Traditional chimichurri recipes employ red wine vinegar, but my friend uses rice vinegar in his. When I arrived one night, that mutant taco sauce had been tossed into a pile of noodles. The sight of those noodles, full of green sauce and roasted vegetables, made me hungry. And excited for the future of Chimichurri Pad Thai, a hybrid of north and south, east and west.
“Just don’t call it Pad Thai,” my friend said, with sudden concern for the literal meaning of words.
“To do Pad Thai right is really hard,” he explained, detailing the noodle-frying minutia behind authentic Pad Thai. Instead, he said, I should call his dish goy-dtee-ow Pak–Chee, which means “room temperature noodles with parsley.”
Now I was the one with the parsley problem. I can’t print a recipe called Room Temperature Noodles with Parsley, no matter how accurate and descriptive the name, and delicious the dish. Chimichurri Pad Thai, while knowingly inaccurate, conveys an image that is closer to reality. A lie that tells the truth.
Authenticity is a moving target, according to Daniel Hernandez, West Coast Style reporter for the New York Times, previously with L.A. Taco, where he covered So-Cal news, culture and food.
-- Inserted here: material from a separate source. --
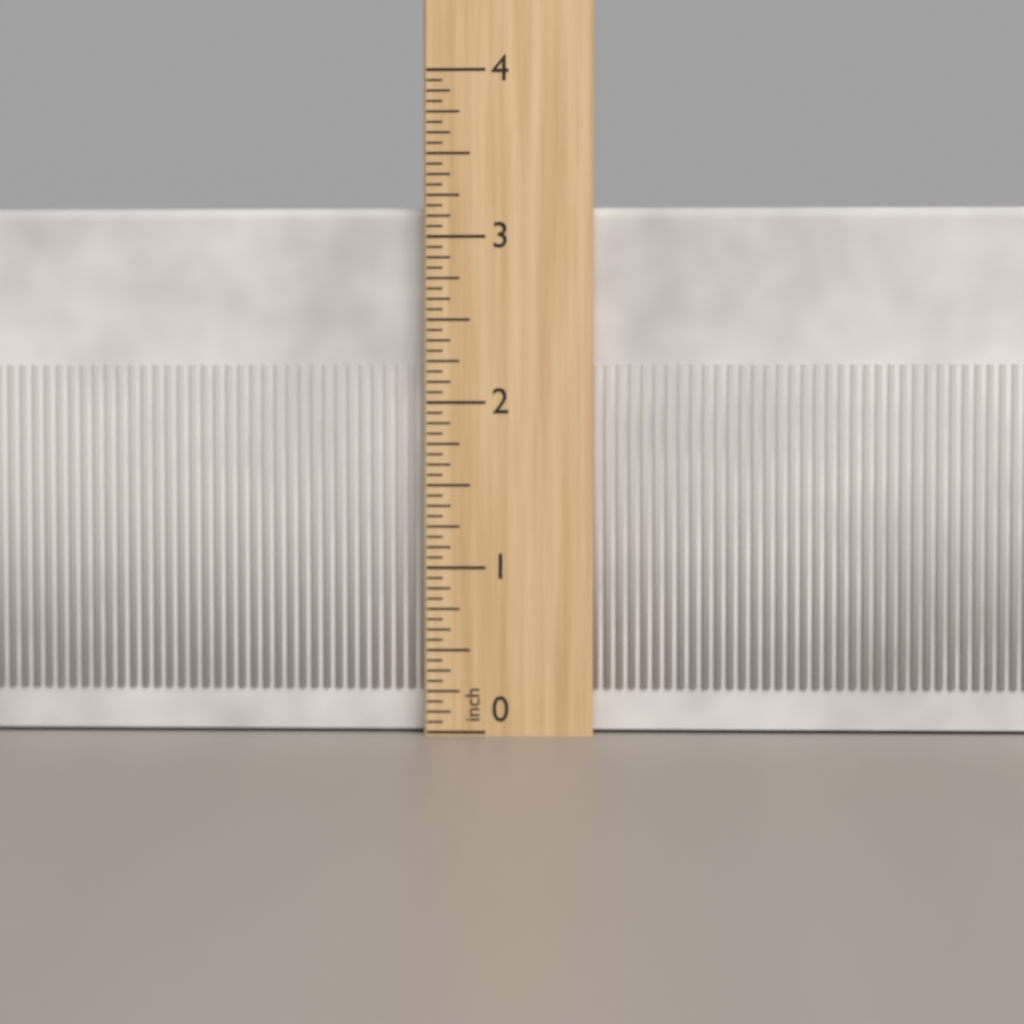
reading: 3.1875 inch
After hearing him speak on a panel, I called Hernandez for his thoughts on the existence and pursuit of authenticity. True to form, he told a story about a taco: the Korean Taco, to be exact, invented by Roy Choi.
“I’m sure the first time he made a Korean taco people told him it wasn’t authentic,” Hernandez said. “Ten years later he has this empire of Korean tacos, and the Korean taco is authentic to L.A.”
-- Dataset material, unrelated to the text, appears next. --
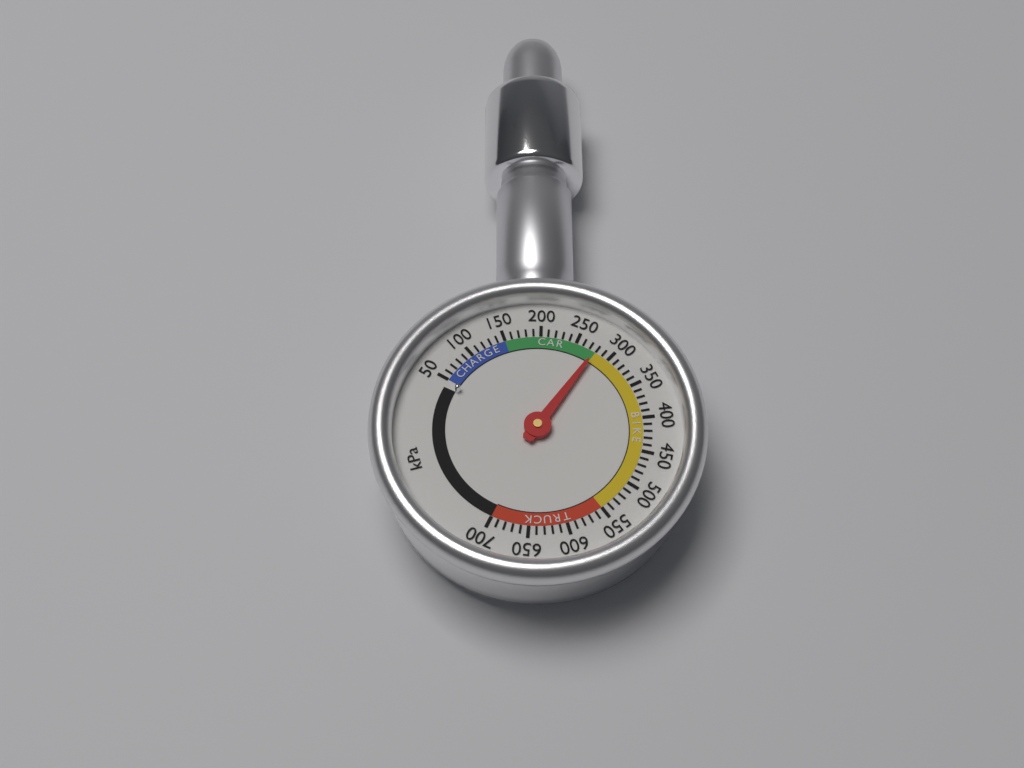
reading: 280 kPa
In other words, I surmise, calling it chimichurri or Pad Thai depends on who or which traditions you are willing to throw under the bus.
“You have to kind of read the room,” Hernandez says.
When my friend made a trip to the cooler, I took a quick read of the dining room, and determined the coast was clear to try those noodles. Grabbing a fork, I quickly steered an awkwardly large bite into my mouth. There were chunks of garden vegetables tossed in there, which added texture and earthy flavors to the supple noodles, along with the green slurry of parsley.
I would agree to any terms my friend demanded, I decided, in order to have this recipe. Including what not to call it. Enough is enough. The parsley problem ends here.
Parsley Noodles
The chimichurri must be made with the freshest of parsley, insists my friend. Once the sauce is made, it will improve by sitting overnight.
Serves 4
1 16-ounce package thin rice noodles (“rice stick”)
1 large (farmers market size) bunch flat-leaf parsley
4 cloves garlic
1 cup olive oil
2 tablespoons rice vinegar
1 teaspoon salt
¼ cup water
1 lb vegetables, such as broccoli, zucchini, cauliflower, carrots, cut into ¾-inch pieces or smaller
Preheat oven to 425. Toss the vegetables in ¼ cup of olive oil and ½ teaspoon salt. Spread them evenly over a flat pan, and roast. Give them one good stir after about ten minutes, and roast another ten or so until done.
Add 1/2 cup of oil to a blender or food processor, along with the garlic, vinegar, ½ teaspoon salt and water. Blend until smooth. Add the parsley, blend again. Stop well before it’s homogenized, when you can still see the leaf particles. Let it sit. If you can do this step the night before, all the better.
Heat a pot of water to boil and add the rice noodles. Turn off the heat and stir the noodles briefly to tease them all apart. After about two minutes, fish out a noodle and test it. It should be just on the al dente side of perfect. Keep tasting every minute or so until it’s there.
When the noodles are perfectly done, dunk them in a pot of cold water to rinse off the starch. Drain the noodles and set aside.
When the vegetables are done, it’s time to assemble the dish.
In a large mixing bowl, use your hands to work the final ¼ cup of oil into the noodles like applying hair conditioner. Then gently coax the chimichurri and vegetables into the noodles. Don’t overmix, overwork or overthink the noodles. Serve at room temperature.